The fabulously wealthy elite of China, on the other hand, has to mix profit with politics (party approval at home and “soft power” abroad) in its football investments. A Chinese lighting manufacturer (which also owns the Newcastle Jets in Australia), for example, signed a sponsorship deal with Portugal’s second division that required the top 10 clubs to include at least one Chinese player.
Meanwhile, to the background of the English and Chinese political leaders’ mutual celebration of Sino-Anglo trade and investment ties, a Chinese media mogul’s wise acquisition of a stake in Man City and a seat on its board paid promotional political dividends in China by procuring one of the rare slots (there are only 36 of them) in the English Football Association’s Hall of Fame for Man City’s Sun Jihai, a name not quite on par with fellow famers like George Best, Bobby Moore and Bobby Charlton.
It is not just the foreign rich who have compromised ethics. The British billionaire owner of Newcastle United, for example, is a sportswear retailer whose mega-wealth rests partly on a workforce exploited through zero-hours labour contracts and sub-minimum wages.
A British steel mogul and industrial-scale tax evader, whose state-supplemented player shopping spree included the goal-scoring metronome Alan Shearer, took the unlikely Blackburn Rovers to championship glory in 1995.
Although Montague does not address the deeper issue with the capitalist commodification of football — players as production inputs, sport as a media product, all run for profit — he does outline the detrimental effects of football’s money culture.
Apart from the moral stain of an ownership wealth tainted by thievery and exploitation, the hegemony of money corrupts fairness through the “financial doping” of teams to win titles and concentrates success among the few, predictable, glamour teams.
Serious lucre also tampers with cherished football traditions.
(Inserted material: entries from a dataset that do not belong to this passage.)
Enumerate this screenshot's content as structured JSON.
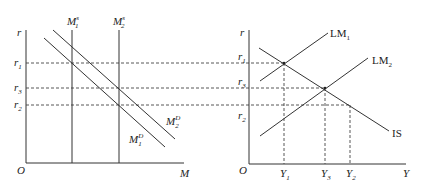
{
  "diagram": {
    "left_panel": {
      "y_axis_label": "r",
      "x_axis_label": "M",
      "origin_label": "O",
      "y_ticks": [
        {
          "label": "r",
          "sub": "1"
        },
        {
          "label": "r",
          "sub": "3"
        },
        {
          "label": "r",
          "sub": "2"
        }
      ],
      "curves": [
        {
          "label": "M",
          "sub": "1",
          "sup": "s",
          "type": "vertical money supply"
        },
        {
          "label": "M",
          "sub": "2",
          "sup": "s",
          "type": "vertical money supply"
        },
        {
          "label": "M",
          "sub": "1",
          "sup": "D",
          "type": "downward money demand"
        },
        {
          "label": "M",
          "sub": "2",
          "sup": "D",
          "type": "downward money demand"
        }
      ]
    },
    "right_panel": {
      "y_axis_label": "r",
      "x_axis_label": "Y",
      "origin_label": "O",
      "y_ticks": [
        {
          "label": "r",
          "sub": "1"
        },
        {
          "label": "r",
          "sub": "3"
        },
        {
          "label": "r",
          "sub": "2"
        }
      ],
      "x_ticks": [
        {
          "label": "Y",
          "sub": "1"
        },
        {
          "label": "Y",
          "sub": "3"
        },
        {
          "label": "Y",
          "sub": "2"
        }
      ],
      "curves": [
        {
          "label": "LM",
          "sub": "1",
          "type": "upward"
        },
        {
          "label": "LM",
          "sub": "2",
          "type": "upward"
        },
        {
          "label": "IS",
          "sub": "",
          "type": "downward"
        }
      ]
    }
  }
}
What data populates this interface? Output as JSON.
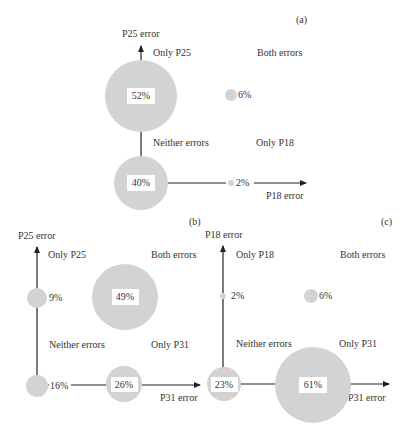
{
  "colors": {
    "bubble": "#d3d3d3",
    "axis": "#222222",
    "label_box": "#ffffff",
    "text": "#333333"
  },
  "panels": [
    {
      "id": "a",
      "label": "(a)",
      "y_axis_label": "P25 error",
      "x_axis_label": "P18 error",
      "quadrants": {
        "top_left": "Only P25",
        "top_right": "Both errors",
        "bottom_left": "Neither errors",
        "bottom_right": "Only P18"
      },
      "values": {
        "only_y": "52%",
        "both": "6%",
        "neither": "40%",
        "only_x": "2%"
      }
    },
    {
      "id": "b",
      "label": "(b)",
      "y_axis_label": "P25 error",
      "x_axis_label": "P31 error",
      "quadrants": {
        "top_left": "Only P25",
        "top_right": "Both errors",
        "bottom_left": "Neither errors",
        "bottom_right": "Only P31"
      },
      "values": {
        "only_y": "9%",
        "both": "49%",
        "neither": "16%",
        "only_x": "26%"
      }
    },
    {
      "id": "c",
      "label": "(c)",
      "y_axis_label": "P18 error",
      "x_axis_label": "P31 error",
      "quadrants": {
        "top_left": "Only P18",
        "top_right": "Both errors",
        "bottom_left": "Neither errors",
        "bottom_right": "Only P31"
      },
      "values": {
        "only_y": "2%",
        "both": "6%",
        "neither": "23%",
        "only_x": "61%"
      }
    }
  ]
}
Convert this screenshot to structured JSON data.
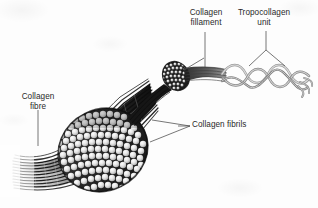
{
  "figure": {
    "background_color": "#fdfdfd",
    "text_color": "#2a2a2a",
    "ink_color": "#1a1a1a",
    "helix_color": "#8d8d8d"
  },
  "labels": {
    "filament": {
      "line1": "Collagen",
      "line2": "fillament"
    },
    "tropocollagen": {
      "line1": "Tropocollagen",
      "line2": "unit"
    },
    "fibre": {
      "line1": "Collagen",
      "line2": "fibre"
    },
    "fibrils": {
      "text": "Collagen fibrils"
    }
  },
  "structures": [
    {
      "name": "collagen-fibre-bundle",
      "description": "fan of dark striated strands fading to the left"
    },
    {
      "name": "collagen-fibril-cross-section",
      "description": "large tilted ellipse packed with light circular fibril cross-sections"
    },
    {
      "name": "collagen-filament-cross-section",
      "description": "small dark circle packed with tiny filament dots"
    },
    {
      "name": "tropocollagen-triple-helix",
      "description": "three intertwined strands forming a triple helix with splayed ends"
    }
  ]
}
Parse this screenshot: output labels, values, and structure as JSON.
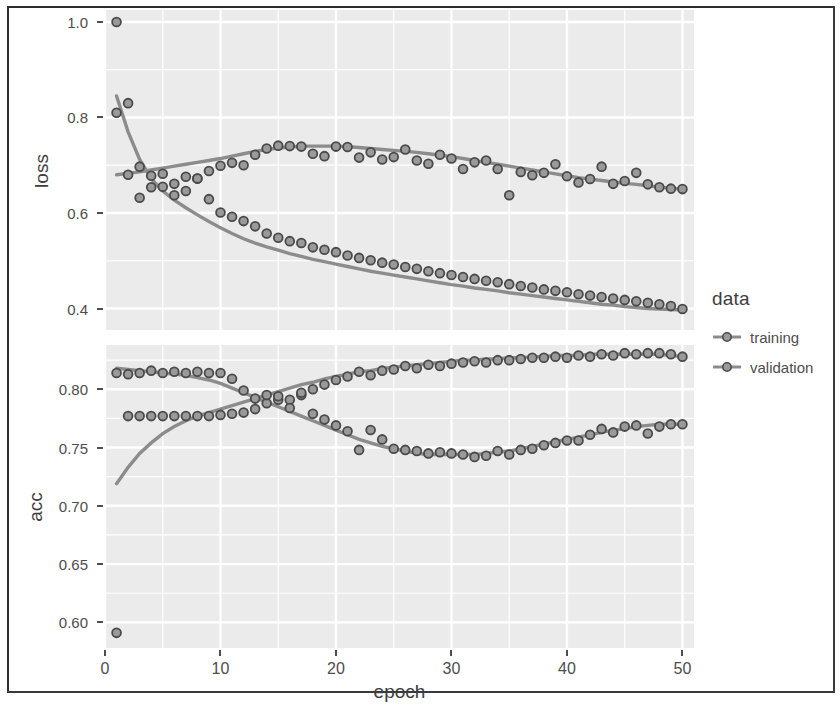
{
  "chart_data": {
    "type": "scatter",
    "title": "",
    "faceted": true,
    "facet_variable": "metric",
    "xlabel": "epoch",
    "x": [
      1,
      2,
      3,
      4,
      5,
      6,
      7,
      8,
      9,
      10,
      11,
      12,
      13,
      14,
      15,
      16,
      17,
      18,
      19,
      20,
      21,
      22,
      23,
      24,
      25,
      26,
      27,
      28,
      29,
      30,
      31,
      32,
      33,
      34,
      35,
      36,
      37,
      38,
      39,
      40,
      41,
      42,
      43,
      44,
      45,
      46,
      47,
      48,
      49,
      50
    ],
    "xlim": [
      0,
      51
    ],
    "x_ticks": [
      0,
      10,
      20,
      30,
      40,
      50
    ],
    "x_minor_gridlines": [
      5,
      15,
      25,
      35,
      45
    ],
    "grid": true,
    "legend_position": "right",
    "panel_background": "#ebebeb",
    "gridline_color": "#ffffff",
    "point_fill": "#9a9a9a",
    "point_stroke": "#4a4a4a",
    "smooth_line_color": "#8c8c8c",
    "panels": [
      {
        "name": "loss",
        "ylabel": "loss",
        "ylim": [
          0.355,
          1.025
        ],
        "y_ticks": [
          0.4,
          0.6,
          0.8,
          1.0
        ],
        "y_tick_labels": [
          "0.4",
          "0.6",
          "0.8",
          "1.0"
        ],
        "y_minor_gridlines": [
          0.5,
          0.7,
          0.9
        ],
        "series": [
          {
            "name": "training",
            "values": [
              1.0,
              0.83,
              0.632,
              0.678,
              0.655,
              0.637,
              0.646,
              0.672,
              0.629,
              0.601,
              0.592,
              0.583,
              0.572,
              0.557,
              0.548,
              0.541,
              0.537,
              0.528,
              0.523,
              0.518,
              0.511,
              0.506,
              0.501,
              0.496,
              0.492,
              0.487,
              0.483,
              0.478,
              0.474,
              0.47,
              0.466,
              0.462,
              0.458,
              0.455,
              0.451,
              0.447,
              0.444,
              0.44,
              0.437,
              0.434,
              0.43,
              0.427,
              0.424,
              0.421,
              0.418,
              0.415,
              0.412,
              0.409,
              0.405,
              0.399
            ],
            "smooth": [
              0.845,
              0.77,
              0.712,
              0.672,
              0.646,
              0.627,
              0.611,
              0.596,
              0.582,
              0.569,
              0.557,
              0.546,
              0.537,
              0.529,
              0.522,
              0.515,
              0.509,
              0.503,
              0.498,
              0.493,
              0.488,
              0.483,
              0.478,
              0.474,
              0.47,
              0.466,
              0.462,
              0.458,
              0.454,
              0.45,
              0.447,
              0.443,
              0.44,
              0.437,
              0.433,
              0.43,
              0.427,
              0.424,
              0.421,
              0.418,
              0.415,
              0.412,
              0.409,
              0.407,
              0.404,
              0.402,
              0.4,
              0.399,
              0.398,
              0.397
            ]
          },
          {
            "name": "validation",
            "values": [
              0.81,
              0.68,
              0.697,
              0.654,
              0.682,
              0.661,
              0.676,
              0.672,
              0.688,
              0.699,
              0.705,
              0.7,
              0.722,
              0.735,
              0.741,
              0.74,
              0.739,
              0.724,
              0.719,
              0.739,
              0.738,
              0.716,
              0.727,
              0.712,
              0.717,
              0.733,
              0.71,
              0.703,
              0.722,
              0.714,
              0.692,
              0.706,
              0.71,
              0.692,
              0.637,
              0.686,
              0.679,
              0.684,
              0.702,
              0.677,
              0.664,
              0.671,
              0.697,
              0.661,
              0.667,
              0.684,
              0.66,
              0.654,
              0.651,
              0.65
            ],
            "smooth": [
              0.68,
              0.683,
              0.686,
              0.69,
              0.694,
              0.698,
              0.702,
              0.706,
              0.71,
              0.714,
              0.719,
              0.724,
              0.729,
              0.733,
              0.736,
              0.738,
              0.74,
              0.74,
              0.74,
              0.74,
              0.739,
              0.737,
              0.735,
              0.733,
              0.731,
              0.729,
              0.727,
              0.724,
              0.721,
              0.718,
              0.714,
              0.71,
              0.706,
              0.702,
              0.698,
              0.694,
              0.69,
              0.686,
              0.682,
              0.678,
              0.674,
              0.671,
              0.668,
              0.665,
              0.662,
              0.66,
              0.657,
              0.654,
              0.652,
              0.65
            ]
          }
        ]
      },
      {
        "name": "acc",
        "ylabel": "acc",
        "ylim": [
          0.578,
          0.838
        ],
        "y_ticks": [
          0.6,
          0.65,
          0.7,
          0.75,
          0.8
        ],
        "y_tick_labels": [
          "0.60",
          "0.65",
          "0.70",
          "0.75",
          "0.80"
        ],
        "y_minor_gridlines": [
          0.625,
          0.675,
          0.725,
          0.775,
          0.825
        ],
        "series": [
          {
            "name": "training",
            "values": [
              0.591,
              0.777,
              0.777,
              0.777,
              0.777,
              0.777,
              0.777,
              0.777,
              0.777,
              0.778,
              0.779,
              0.78,
              0.783,
              0.788,
              0.791,
              0.791,
              0.795,
              0.8,
              0.804,
              0.808,
              0.811,
              0.815,
              0.812,
              0.816,
              0.817,
              0.82,
              0.818,
              0.821,
              0.82,
              0.822,
              0.823,
              0.824,
              0.823,
              0.825,
              0.825,
              0.826,
              0.827,
              0.827,
              0.828,
              0.827,
              0.829,
              0.828,
              0.83,
              0.829,
              0.831,
              0.83,
              0.831,
              0.831,
              0.83,
              0.828
            ],
            "smooth": [
              0.719,
              0.733,
              0.745,
              0.754,
              0.762,
              0.768,
              0.773,
              0.777,
              0.78,
              0.783,
              0.786,
              0.789,
              0.792,
              0.795,
              0.798,
              0.801,
              0.804,
              0.806,
              0.809,
              0.811,
              0.813,
              0.815,
              0.816,
              0.818,
              0.819,
              0.82,
              0.821,
              0.822,
              0.823,
              0.824,
              0.825,
              0.825,
              0.826,
              0.826,
              0.827,
              0.827,
              0.828,
              0.828,
              0.829,
              0.829,
              0.829,
              0.83,
              0.83,
              0.83,
              0.83,
              0.83,
              0.83,
              0.83,
              0.829,
              0.828
            ]
          },
          {
            "name": "validation",
            "values": [
              0.814,
              0.813,
              0.814,
              0.816,
              0.814,
              0.815,
              0.814,
              0.815,
              0.814,
              0.814,
              0.809,
              0.799,
              0.792,
              0.795,
              0.794,
              0.784,
              0.797,
              0.779,
              0.774,
              0.769,
              0.764,
              0.748,
              0.765,
              0.757,
              0.749,
              0.748,
              0.747,
              0.745,
              0.746,
              0.745,
              0.744,
              0.742,
              0.743,
              0.747,
              0.744,
              0.748,
              0.749,
              0.752,
              0.754,
              0.756,
              0.756,
              0.761,
              0.766,
              0.763,
              0.768,
              0.769,
              0.762,
              0.768,
              0.77,
              0.77
            ],
            "smooth": [
              0.818,
              0.817,
              0.816,
              0.815,
              0.814,
              0.813,
              0.812,
              0.81,
              0.808,
              0.805,
              0.801,
              0.797,
              0.793,
              0.789,
              0.785,
              0.781,
              0.777,
              0.773,
              0.769,
              0.765,
              0.761,
              0.757,
              0.754,
              0.751,
              0.749,
              0.747,
              0.745,
              0.744,
              0.744,
              0.744,
              0.744,
              0.744,
              0.745,
              0.746,
              0.747,
              0.749,
              0.751,
              0.753,
              0.755,
              0.757,
              0.759,
              0.761,
              0.763,
              0.765,
              0.766,
              0.768,
              0.769,
              0.77,
              0.77,
              0.77
            ]
          }
        ]
      }
    ]
  },
  "axes": {
    "x_title": "epoch",
    "x_tick_labels": [
      "0",
      "10",
      "20",
      "30",
      "40",
      "50"
    ],
    "loss_title": "loss",
    "acc_title": "acc"
  },
  "legend": {
    "title": "data",
    "items": [
      {
        "label": "training"
      },
      {
        "label": "validation"
      }
    ]
  }
}
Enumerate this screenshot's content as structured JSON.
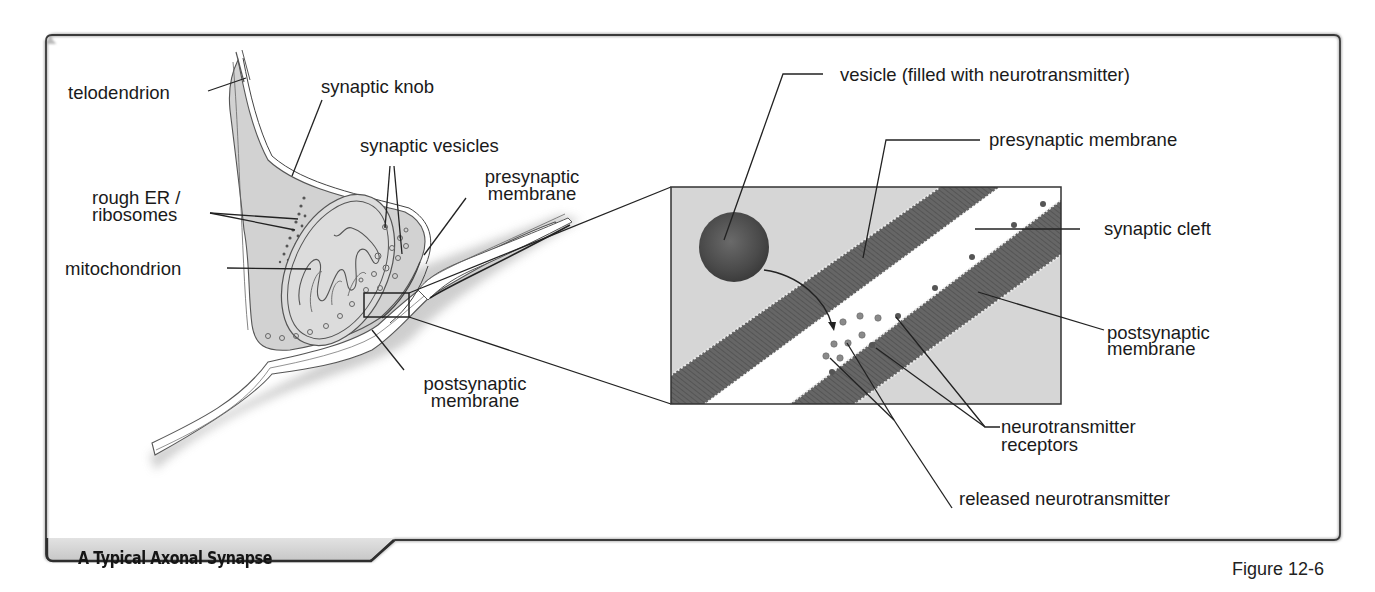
{
  "figure": {
    "title": "A Typical Axonal Synapse",
    "figure_number": "Figure 12-6"
  },
  "left_panel": {
    "labels": {
      "telodendrion": "telodendrion",
      "synaptic_knob": "synaptic knob",
      "synaptic_vesicles": "synaptic vesicles",
      "rough_er_line1": "rough ER /",
      "rough_er_line2": "ribosomes",
      "mitochondrion": "mitochondrion",
      "presynaptic_membrane_line1": "presynaptic",
      "presynaptic_membrane_line2": "membrane",
      "postsynaptic_membrane_line1": "postsynaptic",
      "postsynaptic_membrane_line2": "membrane"
    }
  },
  "inset_panel": {
    "labels": {
      "vesicle": "vesicle (filled with neurotransmitter)",
      "presynaptic_membrane": "presynaptic membrane",
      "synaptic_cleft": "synaptic cleft",
      "postsynaptic_membrane_line1": "postsynaptic",
      "postsynaptic_membrane_line2": "membrane",
      "receptors_line1": "neurotransmitter",
      "receptors_line2": "receptors",
      "released_neurotransmitter": "released neurotransmitter"
    }
  },
  "colors": {
    "frame": "#3a3a3a",
    "tab_fill": "#d4d4d4",
    "cell_fill": "#d3d3d3",
    "membrane_dark": "#5e5e5e",
    "inset_bg": "#d6d6d6",
    "cleft": "#ffffff"
  }
}
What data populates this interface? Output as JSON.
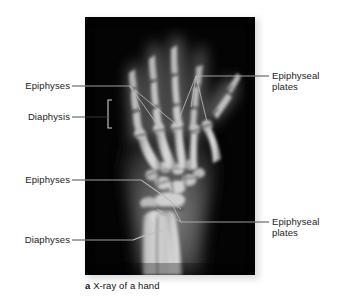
{
  "figure": {
    "caption_marker": "a",
    "caption_text": " X-ray of a hand",
    "plate_bg": "#050505",
    "label_color": "#1c1c1c",
    "leader_color_dark": "#3a3a3a",
    "leader_color_light": "#b9b9b9"
  },
  "labels": {
    "left": [
      {
        "id": "epiphyses-upper",
        "text": "Epiphyses"
      },
      {
        "id": "diaphysis-upper",
        "text": "Diaphysis"
      },
      {
        "id": "epiphyses-lower",
        "text": "Epiphyses"
      },
      {
        "id": "diaphyses-lower",
        "text": "Diaphyses"
      }
    ],
    "right": [
      {
        "id": "epiphyseal-plates-upper",
        "line1": "Epiphyseal",
        "line2": "plates"
      },
      {
        "id": "epiphyseal-plates-lower",
        "line1": "Epiphyseal",
        "line2": "plates"
      }
    ]
  }
}
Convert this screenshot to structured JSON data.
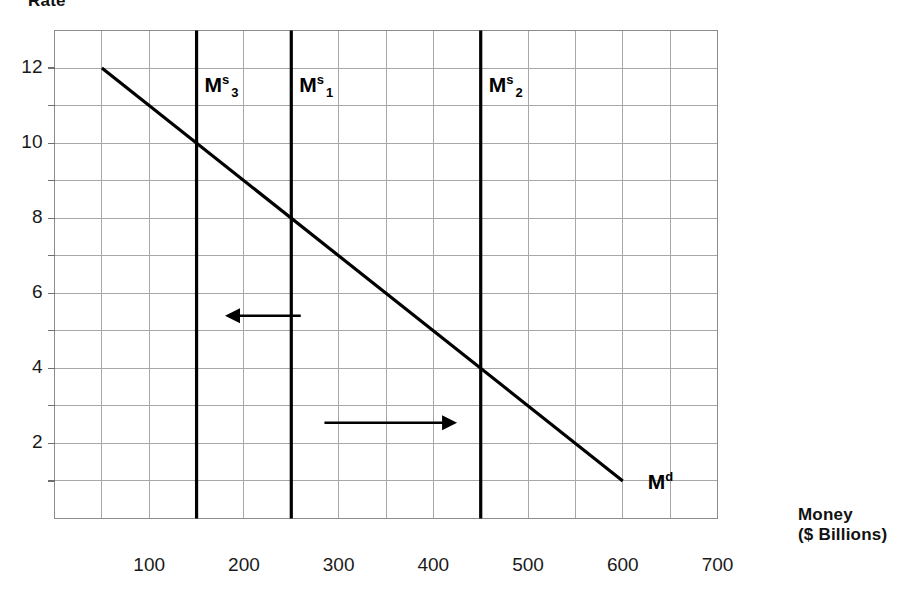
{
  "chart_data": {
    "type": "line",
    "title": "",
    "ylabel": "Rate",
    "xlabel": "Money",
    "xlabel_line2": "($ Billions)",
    "xlim": [
      0,
      700
    ],
    "ylim": [
      0,
      13
    ],
    "grid": true,
    "grid_x_step": 50,
    "grid_y_step": 1,
    "legend_position": "inline-annotations",
    "y_ticks": [
      "12",
      "10",
      "8",
      "6",
      "4",
      "2"
    ],
    "y_tick_values": [
      12,
      10,
      8,
      6,
      4,
      2
    ],
    "x_ticks": [
      "100",
      "200",
      "300",
      "400",
      "500",
      "600",
      "700"
    ],
    "x_tick_values": [
      100,
      200,
      300,
      400,
      500,
      600,
      700
    ],
    "series": [
      {
        "name": "Md",
        "kind": "demand-line",
        "points": [
          [
            50,
            12
          ],
          [
            600,
            1
          ]
        ]
      },
      {
        "name": "Ms3",
        "kind": "vertical-supply-line",
        "x": 150
      },
      {
        "name": "Ms1",
        "kind": "vertical-supply-line",
        "x": 250
      },
      {
        "name": "Ms2",
        "kind": "vertical-supply-line",
        "x": 450
      }
    ],
    "annotations": [
      {
        "name": "arrow-left",
        "direction": "left",
        "x_from": 260,
        "x_to": 180,
        "y": 5.4
      },
      {
        "name": "arrow-right",
        "direction": "right",
        "x_from": 285,
        "x_to": 425,
        "y": 2.55
      }
    ]
  },
  "labels": {
    "y_axis_title": "Rate",
    "x_axis_title": "Money",
    "x_axis_title_line2": "($ Billions)",
    "supply_3": {
      "base": "M",
      "sup": "s",
      "sub": "3"
    },
    "supply_1": {
      "base": "M",
      "sup": "s",
      "sub": "1"
    },
    "supply_2": {
      "base": "M",
      "sup": "s",
      "sub": "2"
    },
    "demand": {
      "base": "M",
      "sup": "d"
    }
  },
  "ticks": {
    "y": [
      {
        "text": "12"
      },
      {
        "text": "10"
      },
      {
        "text": "8"
      },
      {
        "text": "6"
      },
      {
        "text": "4"
      },
      {
        "text": "2"
      }
    ],
    "x": [
      {
        "text": "100"
      },
      {
        "text": "200"
      },
      {
        "text": "300"
      },
      {
        "text": "400"
      },
      {
        "text": "500"
      },
      {
        "text": "600"
      },
      {
        "text": "700"
      }
    ]
  },
  "colors": {
    "curve": "#000000",
    "grid": "#a8a8a8",
    "frame": "#8c8c8c",
    "text": "#000000",
    "background": "#ffffff"
  }
}
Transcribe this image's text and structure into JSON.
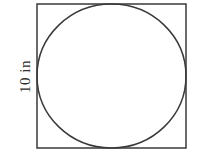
{
  "figure": {
    "type": "geometry-diagram",
    "background_color": "#ffffff",
    "stroke_color": "#3a3a3a",
    "stroke_width": 1.5,
    "square": {
      "name": "outer-square",
      "x": 37,
      "y": 4,
      "width": 149,
      "height": 144,
      "fill": "none"
    },
    "circle": {
      "name": "inscribed-circle",
      "cx": 111.5,
      "cy": 76,
      "rx": 74.5,
      "ry": 72,
      "fill": "none",
      "tangent_sides": [
        "top",
        "right",
        "bottom",
        "left"
      ]
    },
    "labels": {
      "side_length": {
        "text": "10 in",
        "value": 10,
        "unit": "in",
        "rotation_degrees": -90,
        "position": "left-of-square",
        "color": "#2e2e2e"
      }
    }
  }
}
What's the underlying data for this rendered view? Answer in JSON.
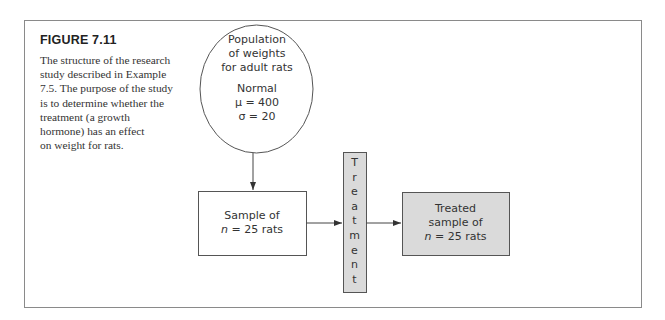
{
  "figure": {
    "label": "FIGURE 7.11",
    "caption_lines": [
      "The structure of the research",
      "study described in Example",
      "7.5. The purpose of the study",
      "is to determine whether the",
      "treatment (a growth",
      "hormone) has an effect",
      "on weight for rats."
    ]
  },
  "diagram": {
    "population": {
      "lines": [
        "Population",
        "of weights",
        "for adult rats"
      ],
      "distribution": "Normal",
      "mu": "μ = 400",
      "sigma": "σ = 20"
    },
    "sample": {
      "line1": "Sample of",
      "n_var": "n",
      "n_rest": " = 25 rats"
    },
    "treatment": {
      "letters": [
        "T",
        "r",
        "e",
        "a",
        "t",
        "m",
        "e",
        "n",
        "t"
      ]
    },
    "treated_sample": {
      "line1": "Treated",
      "line2": "sample of",
      "n_var": "n",
      "n_rest": " = 25 rats"
    },
    "colors": {
      "stroke": "#555555",
      "gray_fill": "#dadada",
      "frame": "#8a8a8a"
    }
  }
}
This can occur through altering traditional strips, colours and logos, or covert plans for a breakaway European-wide competition restricted to a qualification-exempt and relegation-proof elite of “legacy” clubs — a mooted competition that avoids the risks to their rich owner’s investments from missing out on the existing pan-European competition.
Arguably the most detrimental aspect of money culture on football is how it disenfranchises local players and fans from a community connection. Cheering on the heft of the owner’s wallet and celebrating the international managers’ and players’ monetary valuations is hollow compared to barracking for a team that has an authentic grassroots identity.
Montague takes some heart from supporter ownership of football clubs (AFC Wimbledon, Exeter City, Portsmouth) but this model is feasible only in the lower, cheaper Divisions. Even these people-power football roots are fragile — Pompey’s rank-and-file (2500 supporters with £1,000 shares each) yielded to the temptation for higher league honours and sold to a former Disney CEO.
In 21st century capitalism, football always seems to be an away game played on Big Money’s home turf.